One of his
most rigid principles was to recognize no nobility in France but that
of the peerage--the only families that might enjoy any privileges.
"A nobility bereft of privileges," he would say, "is a tool without a
handle."
As far from Lafayette's party as he was from La Bourdonnaye's, he
ardently engaged in the task of general reconciliation, which was
to result in a new era and splendid fortunes for France. He
strove to convince the families who frequented his drawing-room,
or those whom he visited, how few favorable openings would
henceforth be offered by a civil or military career. He urged
mothers to give their boys a start in independent and industrial
professions, explaining that military posts and high Government
appointments must at last pertain, in a quite constitutional
order, to the younger sons of members of the peerage.

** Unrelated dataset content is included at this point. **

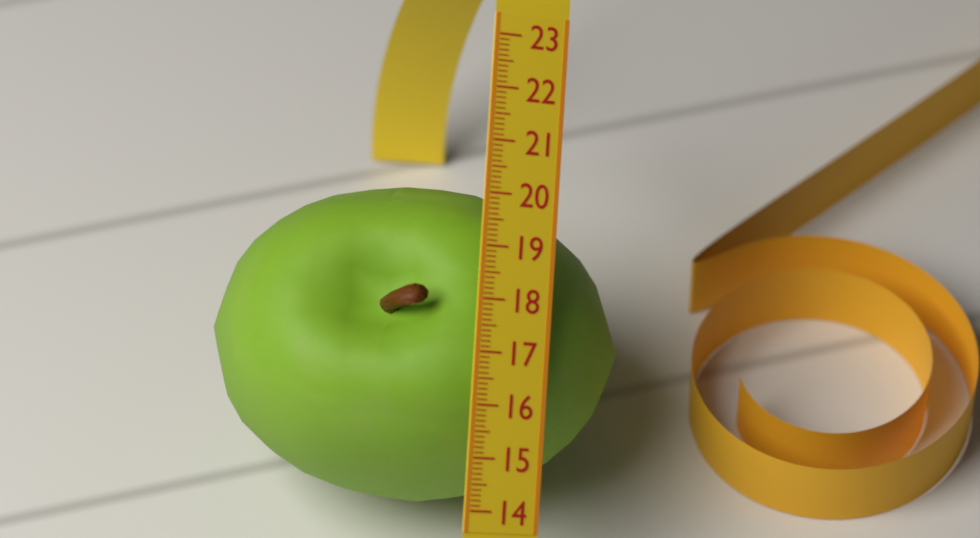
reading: 20.2 (no unit)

According
to him, the people had conquered a sufficiently large share in
practical government by its elective assembly, its appointments
to law-offices, and those of the exchequer, which, said he, would
always, as heretofore, be the natural right of the distinguished
men of the third estate.
These new notions of the head of the Fontaines, and the prudent
matches for his eldest girls to which they had led, met with strong
resistance in the bosom of his family. The Comtesse de Fontaine
remained faithful to the ancient beliefs which no woman could disown,
who, through her mother, belonged to the Rohans.